Among children in the U.S. between the ages of five and 11 years old, 657 committed suicide between 93 to 2012, and 87 did so in 2013 and 2014.
While the suicide rate among children has remained stable over the past 20 years, the rate has increased among black children and white girls, according to a poster presented last week at the annual meeting of AACAP in New York (poster 1.55, ‘Suicide Trends Among Young Children in the United States from 1993 to 2014’ [Logan, et al]).
The poster presented the first subgroup analyses of suicides among children in the given age range, according to Kseniya Yershova, PhD, deputy scientific director at the Center for Suicide Risk Assessment at the New York State Psychiatric Institute, who is a co-author.
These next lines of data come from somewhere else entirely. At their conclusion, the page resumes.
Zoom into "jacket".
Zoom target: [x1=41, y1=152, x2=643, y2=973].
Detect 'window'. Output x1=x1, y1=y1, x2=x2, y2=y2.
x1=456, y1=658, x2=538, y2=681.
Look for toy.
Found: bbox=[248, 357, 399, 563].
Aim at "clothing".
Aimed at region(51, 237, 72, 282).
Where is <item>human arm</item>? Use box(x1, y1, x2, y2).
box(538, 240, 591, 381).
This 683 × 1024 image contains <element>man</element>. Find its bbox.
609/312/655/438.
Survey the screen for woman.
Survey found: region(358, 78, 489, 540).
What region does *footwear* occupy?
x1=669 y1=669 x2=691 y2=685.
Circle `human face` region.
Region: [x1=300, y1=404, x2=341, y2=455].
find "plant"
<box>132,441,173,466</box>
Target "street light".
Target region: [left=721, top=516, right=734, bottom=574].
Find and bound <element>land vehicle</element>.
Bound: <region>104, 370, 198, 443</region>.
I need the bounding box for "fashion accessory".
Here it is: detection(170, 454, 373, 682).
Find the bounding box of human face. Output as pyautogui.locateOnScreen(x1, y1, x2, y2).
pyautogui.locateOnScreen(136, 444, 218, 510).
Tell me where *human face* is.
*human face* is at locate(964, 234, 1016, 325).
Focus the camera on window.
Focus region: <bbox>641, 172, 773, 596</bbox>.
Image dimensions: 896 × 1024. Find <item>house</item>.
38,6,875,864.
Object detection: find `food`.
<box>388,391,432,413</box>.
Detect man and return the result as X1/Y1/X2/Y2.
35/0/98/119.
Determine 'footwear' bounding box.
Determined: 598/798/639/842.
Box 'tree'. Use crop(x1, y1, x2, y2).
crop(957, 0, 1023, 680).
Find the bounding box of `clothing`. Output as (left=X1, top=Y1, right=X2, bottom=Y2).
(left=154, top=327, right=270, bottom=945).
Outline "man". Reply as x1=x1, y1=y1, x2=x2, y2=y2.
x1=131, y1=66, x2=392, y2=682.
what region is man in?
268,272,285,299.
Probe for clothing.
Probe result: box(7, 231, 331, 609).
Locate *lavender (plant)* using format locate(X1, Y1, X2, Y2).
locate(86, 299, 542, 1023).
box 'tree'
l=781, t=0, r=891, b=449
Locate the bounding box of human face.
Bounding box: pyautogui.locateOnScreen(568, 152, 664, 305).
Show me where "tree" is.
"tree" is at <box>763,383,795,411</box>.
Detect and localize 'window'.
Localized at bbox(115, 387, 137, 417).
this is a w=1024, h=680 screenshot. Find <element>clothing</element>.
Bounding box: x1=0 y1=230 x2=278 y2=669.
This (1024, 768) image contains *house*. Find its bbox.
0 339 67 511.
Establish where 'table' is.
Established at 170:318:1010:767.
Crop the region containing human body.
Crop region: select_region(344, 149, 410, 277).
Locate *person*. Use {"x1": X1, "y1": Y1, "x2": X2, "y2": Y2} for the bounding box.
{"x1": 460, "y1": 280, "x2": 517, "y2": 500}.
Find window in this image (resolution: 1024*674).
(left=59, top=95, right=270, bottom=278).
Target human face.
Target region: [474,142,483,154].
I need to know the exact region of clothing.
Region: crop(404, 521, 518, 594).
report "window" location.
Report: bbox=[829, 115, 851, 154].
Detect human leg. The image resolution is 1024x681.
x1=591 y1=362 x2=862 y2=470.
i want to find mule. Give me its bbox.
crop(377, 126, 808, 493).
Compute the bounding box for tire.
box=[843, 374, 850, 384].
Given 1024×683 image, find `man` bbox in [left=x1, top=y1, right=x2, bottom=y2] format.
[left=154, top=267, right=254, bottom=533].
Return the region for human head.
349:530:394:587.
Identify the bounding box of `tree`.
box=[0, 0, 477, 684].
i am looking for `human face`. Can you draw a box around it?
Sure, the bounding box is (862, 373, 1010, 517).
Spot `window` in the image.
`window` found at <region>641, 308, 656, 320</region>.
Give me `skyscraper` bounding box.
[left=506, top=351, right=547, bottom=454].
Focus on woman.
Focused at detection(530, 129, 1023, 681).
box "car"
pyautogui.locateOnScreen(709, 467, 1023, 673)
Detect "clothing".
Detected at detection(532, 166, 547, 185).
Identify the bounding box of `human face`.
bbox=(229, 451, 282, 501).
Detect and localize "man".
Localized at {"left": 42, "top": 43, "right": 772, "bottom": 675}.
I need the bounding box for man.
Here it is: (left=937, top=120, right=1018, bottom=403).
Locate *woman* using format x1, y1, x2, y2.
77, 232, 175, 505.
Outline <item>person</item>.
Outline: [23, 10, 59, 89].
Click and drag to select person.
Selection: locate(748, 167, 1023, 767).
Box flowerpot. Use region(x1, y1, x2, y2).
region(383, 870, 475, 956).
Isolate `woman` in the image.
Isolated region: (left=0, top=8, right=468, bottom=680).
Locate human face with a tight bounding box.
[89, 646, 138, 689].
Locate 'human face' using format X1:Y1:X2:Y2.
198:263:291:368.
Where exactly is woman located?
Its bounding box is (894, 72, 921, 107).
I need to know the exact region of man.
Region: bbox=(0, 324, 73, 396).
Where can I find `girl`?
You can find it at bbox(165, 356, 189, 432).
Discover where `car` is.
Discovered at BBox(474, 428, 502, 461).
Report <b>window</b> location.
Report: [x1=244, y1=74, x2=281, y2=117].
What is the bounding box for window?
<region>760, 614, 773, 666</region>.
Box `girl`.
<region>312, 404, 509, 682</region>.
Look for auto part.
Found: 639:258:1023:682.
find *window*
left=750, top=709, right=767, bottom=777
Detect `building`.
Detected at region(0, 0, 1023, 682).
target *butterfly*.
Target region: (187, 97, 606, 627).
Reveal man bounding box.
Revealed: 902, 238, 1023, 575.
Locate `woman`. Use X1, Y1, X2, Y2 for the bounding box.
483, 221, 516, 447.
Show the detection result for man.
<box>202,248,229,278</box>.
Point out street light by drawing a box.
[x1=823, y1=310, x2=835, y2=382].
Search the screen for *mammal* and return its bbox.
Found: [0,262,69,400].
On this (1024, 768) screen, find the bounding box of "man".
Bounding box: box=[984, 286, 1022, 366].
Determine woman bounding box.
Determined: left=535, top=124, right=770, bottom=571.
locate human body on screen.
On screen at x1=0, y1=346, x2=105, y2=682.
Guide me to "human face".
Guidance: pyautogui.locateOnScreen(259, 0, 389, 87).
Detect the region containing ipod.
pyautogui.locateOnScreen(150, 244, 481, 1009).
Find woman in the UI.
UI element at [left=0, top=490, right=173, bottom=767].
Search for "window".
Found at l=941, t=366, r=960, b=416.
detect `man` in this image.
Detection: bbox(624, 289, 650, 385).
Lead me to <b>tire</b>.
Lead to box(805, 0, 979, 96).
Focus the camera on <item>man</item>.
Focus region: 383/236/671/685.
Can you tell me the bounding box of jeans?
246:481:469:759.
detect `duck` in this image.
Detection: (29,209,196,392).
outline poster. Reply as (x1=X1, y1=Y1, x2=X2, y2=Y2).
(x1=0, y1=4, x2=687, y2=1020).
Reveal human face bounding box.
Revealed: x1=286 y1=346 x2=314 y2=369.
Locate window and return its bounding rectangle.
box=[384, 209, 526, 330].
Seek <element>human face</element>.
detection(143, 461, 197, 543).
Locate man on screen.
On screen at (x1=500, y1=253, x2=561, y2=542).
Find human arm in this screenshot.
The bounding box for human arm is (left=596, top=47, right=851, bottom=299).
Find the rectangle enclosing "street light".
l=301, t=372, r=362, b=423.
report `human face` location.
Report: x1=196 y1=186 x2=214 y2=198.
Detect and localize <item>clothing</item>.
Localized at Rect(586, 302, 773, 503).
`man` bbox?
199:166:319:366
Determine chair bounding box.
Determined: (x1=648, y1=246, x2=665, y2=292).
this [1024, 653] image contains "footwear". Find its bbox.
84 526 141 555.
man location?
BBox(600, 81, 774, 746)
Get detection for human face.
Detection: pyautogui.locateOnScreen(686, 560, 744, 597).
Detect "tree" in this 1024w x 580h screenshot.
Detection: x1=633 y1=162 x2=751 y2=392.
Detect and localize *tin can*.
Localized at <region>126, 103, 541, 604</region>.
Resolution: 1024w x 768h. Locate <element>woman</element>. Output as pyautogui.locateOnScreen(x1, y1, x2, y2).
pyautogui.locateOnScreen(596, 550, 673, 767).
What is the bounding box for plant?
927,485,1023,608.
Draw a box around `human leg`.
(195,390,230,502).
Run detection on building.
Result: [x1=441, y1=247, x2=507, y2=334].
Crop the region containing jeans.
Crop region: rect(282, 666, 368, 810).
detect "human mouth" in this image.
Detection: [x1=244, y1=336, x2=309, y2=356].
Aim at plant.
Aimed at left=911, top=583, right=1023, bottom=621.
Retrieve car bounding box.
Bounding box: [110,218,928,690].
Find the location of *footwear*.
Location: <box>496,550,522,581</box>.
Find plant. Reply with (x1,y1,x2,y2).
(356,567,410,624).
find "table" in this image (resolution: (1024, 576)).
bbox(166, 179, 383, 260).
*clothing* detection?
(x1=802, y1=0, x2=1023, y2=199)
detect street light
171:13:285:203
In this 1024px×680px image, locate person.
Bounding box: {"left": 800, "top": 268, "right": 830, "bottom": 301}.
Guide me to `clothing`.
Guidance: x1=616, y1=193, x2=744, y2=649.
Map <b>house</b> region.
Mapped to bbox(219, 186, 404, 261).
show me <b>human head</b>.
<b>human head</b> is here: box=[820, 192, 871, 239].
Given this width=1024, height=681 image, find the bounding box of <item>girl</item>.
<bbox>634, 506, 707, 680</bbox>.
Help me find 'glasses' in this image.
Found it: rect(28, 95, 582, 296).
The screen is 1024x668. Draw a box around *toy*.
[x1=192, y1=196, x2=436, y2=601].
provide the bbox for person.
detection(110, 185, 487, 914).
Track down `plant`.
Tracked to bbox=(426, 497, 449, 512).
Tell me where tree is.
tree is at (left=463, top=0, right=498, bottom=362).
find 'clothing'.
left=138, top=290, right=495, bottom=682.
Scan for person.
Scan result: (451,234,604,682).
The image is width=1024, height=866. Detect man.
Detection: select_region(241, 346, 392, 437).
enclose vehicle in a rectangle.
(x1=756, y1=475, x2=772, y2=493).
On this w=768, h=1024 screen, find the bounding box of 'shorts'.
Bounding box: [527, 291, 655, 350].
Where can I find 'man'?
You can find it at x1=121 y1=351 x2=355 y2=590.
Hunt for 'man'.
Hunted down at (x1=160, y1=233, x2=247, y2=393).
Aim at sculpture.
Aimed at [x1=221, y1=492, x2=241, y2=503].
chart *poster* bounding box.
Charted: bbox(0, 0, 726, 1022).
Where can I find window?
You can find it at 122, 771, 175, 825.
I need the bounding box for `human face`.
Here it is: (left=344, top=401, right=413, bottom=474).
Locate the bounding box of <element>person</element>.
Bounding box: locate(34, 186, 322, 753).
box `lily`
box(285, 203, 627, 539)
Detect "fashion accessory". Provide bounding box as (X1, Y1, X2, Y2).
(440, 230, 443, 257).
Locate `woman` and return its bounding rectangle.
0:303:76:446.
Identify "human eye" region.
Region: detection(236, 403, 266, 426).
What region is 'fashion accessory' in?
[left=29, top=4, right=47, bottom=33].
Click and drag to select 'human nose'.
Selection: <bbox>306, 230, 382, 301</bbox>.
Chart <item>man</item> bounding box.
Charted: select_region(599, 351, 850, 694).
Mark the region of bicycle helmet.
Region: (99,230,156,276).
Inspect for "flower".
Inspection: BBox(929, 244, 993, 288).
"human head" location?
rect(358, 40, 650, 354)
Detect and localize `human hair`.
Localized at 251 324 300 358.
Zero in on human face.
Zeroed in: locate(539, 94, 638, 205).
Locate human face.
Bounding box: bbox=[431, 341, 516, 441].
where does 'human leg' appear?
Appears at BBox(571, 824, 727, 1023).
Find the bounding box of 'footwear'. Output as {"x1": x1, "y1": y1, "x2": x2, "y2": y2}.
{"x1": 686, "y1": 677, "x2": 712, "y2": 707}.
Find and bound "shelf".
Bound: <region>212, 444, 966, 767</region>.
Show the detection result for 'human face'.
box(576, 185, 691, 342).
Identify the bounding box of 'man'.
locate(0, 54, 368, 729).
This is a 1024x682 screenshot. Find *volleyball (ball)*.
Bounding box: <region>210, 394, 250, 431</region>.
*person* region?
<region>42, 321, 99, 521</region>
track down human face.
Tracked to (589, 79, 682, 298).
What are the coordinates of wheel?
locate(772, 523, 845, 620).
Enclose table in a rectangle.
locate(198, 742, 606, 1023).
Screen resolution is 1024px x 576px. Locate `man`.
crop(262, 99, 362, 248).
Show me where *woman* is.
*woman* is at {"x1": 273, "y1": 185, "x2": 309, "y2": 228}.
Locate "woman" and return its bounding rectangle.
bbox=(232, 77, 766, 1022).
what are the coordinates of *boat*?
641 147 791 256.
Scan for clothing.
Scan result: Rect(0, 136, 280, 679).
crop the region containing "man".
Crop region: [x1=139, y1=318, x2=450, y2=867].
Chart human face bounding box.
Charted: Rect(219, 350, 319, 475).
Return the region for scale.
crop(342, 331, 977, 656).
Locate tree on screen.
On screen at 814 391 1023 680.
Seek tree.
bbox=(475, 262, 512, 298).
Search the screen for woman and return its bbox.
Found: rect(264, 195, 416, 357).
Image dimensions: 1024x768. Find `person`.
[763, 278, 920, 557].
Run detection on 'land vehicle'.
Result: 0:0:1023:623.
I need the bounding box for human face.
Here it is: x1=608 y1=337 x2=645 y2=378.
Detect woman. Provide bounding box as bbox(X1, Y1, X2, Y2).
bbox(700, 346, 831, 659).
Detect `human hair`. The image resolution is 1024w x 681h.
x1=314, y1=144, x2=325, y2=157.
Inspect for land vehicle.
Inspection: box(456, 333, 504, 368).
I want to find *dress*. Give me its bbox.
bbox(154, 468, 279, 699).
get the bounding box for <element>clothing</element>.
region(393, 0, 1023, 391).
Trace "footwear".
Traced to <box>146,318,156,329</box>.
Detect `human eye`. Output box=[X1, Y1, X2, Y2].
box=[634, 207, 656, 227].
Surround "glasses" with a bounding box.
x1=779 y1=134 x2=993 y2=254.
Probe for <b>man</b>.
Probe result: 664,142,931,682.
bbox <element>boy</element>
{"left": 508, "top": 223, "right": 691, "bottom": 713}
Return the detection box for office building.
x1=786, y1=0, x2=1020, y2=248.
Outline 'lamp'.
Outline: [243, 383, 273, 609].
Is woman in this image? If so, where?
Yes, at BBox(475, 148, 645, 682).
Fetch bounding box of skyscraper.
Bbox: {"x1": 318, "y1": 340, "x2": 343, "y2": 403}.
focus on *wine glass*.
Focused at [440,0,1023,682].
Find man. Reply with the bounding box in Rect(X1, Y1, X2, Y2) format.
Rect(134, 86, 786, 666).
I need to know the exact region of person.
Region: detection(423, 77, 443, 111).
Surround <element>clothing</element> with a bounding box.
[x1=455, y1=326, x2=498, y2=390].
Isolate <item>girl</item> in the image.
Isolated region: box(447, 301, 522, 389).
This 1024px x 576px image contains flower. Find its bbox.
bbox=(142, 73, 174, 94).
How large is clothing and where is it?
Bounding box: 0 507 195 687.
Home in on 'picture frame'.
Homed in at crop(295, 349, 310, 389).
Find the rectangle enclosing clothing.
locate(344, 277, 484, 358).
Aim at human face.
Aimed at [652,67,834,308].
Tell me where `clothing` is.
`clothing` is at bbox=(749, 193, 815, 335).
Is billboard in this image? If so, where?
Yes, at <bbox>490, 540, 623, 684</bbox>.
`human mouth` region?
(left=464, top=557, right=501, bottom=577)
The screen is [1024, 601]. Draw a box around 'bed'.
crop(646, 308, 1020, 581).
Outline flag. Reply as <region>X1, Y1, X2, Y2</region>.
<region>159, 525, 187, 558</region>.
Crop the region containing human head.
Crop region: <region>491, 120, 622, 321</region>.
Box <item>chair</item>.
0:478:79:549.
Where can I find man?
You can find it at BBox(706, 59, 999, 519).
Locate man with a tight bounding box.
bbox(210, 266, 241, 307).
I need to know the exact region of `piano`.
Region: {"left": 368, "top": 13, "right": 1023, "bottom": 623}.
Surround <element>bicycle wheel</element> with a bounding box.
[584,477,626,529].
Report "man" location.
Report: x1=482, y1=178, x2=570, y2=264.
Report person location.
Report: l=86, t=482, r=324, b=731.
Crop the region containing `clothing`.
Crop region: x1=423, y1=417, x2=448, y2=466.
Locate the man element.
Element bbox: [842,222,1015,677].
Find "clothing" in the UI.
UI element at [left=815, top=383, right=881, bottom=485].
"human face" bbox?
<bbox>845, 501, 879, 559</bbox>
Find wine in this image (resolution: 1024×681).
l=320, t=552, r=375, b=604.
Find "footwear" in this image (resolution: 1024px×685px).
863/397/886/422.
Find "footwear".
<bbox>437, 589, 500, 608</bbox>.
A Significant Increase in Child Suicides Since 1993
The rate of suicides among black children increased from 1.37 per million in the first five-year period between 1993 and the end of 1997, to 2.96 per million in the final two-year period from 2013 to 2014, for a incidence rate of 1.24, according to Vladislav Mandzhiyev, a biomedical engineering student and a co-author who co-presented the poster on Wednesday, Oct. 26. The increase was found to be statistically significant (p<.05)
The suicide rate among white girls also increased to a degree which was statistically significant, going from 0.24 per million in the first five-year period, to 0.75 per million in the two-year period (incidence rate ratio 1.63).
However, the increase among white girls in the U.S. was masked when the data were analyzed by the moving average method of statistical analysis; instead, the change was only notable when analyzed by period trend analysis.
Studies of suicides in young children have been complicated by low incidence and high fluctuation, according to the abstract. “Prior authors couldn’t analyze the suicide rate among young girls because there were not enough cases. But when we added two additional years of data compiled by the Centers for Disease Control to the data from 1993 to 2012, we found we could do the analysis,” Yershova explained.
For white children as a whole, the rate went from 1.14 suicides per million to 0.99 per million, indicating a decrease, according to Mandzhiyev. Historically, the rate of suicides was higher among the white population, the poster said.
Early Identification and Treatment Important
“Suicide is an expression of extreme suffering. The children are learning to regulate their emotions, so you cannot skip the youngest group. If they go to the emergency room for a toothache, the provider needs to ask about thoughts or feelings about death, even in the little guys. Doctors need to ask about possible risk factors for suicide in the pediatrician’s office,” said Yershova.
“The children need the support of their parents in learning to regulate their emotions, so providers need to work with their caregivers,” she added.
Guns, suffocation, and poison are the three most common methods of suicide in the age range, according to Yershova. “In older groups, the availability of prescription drugs, especially pain medication, may also be behind the increase, inasmuch as girls do use poison as a method much more frequently than boys,” she said, noting that poison is much more likely as a suicide method if the poison is not locked up.
“It would be nice to know the reasons for the increase, and there is a methodology called the psychological autopsy, in which providers interview the family,” said Yershova.
However, the practice of psychological autopsy can’t be undertaken universally, as ethics approval is required, she added.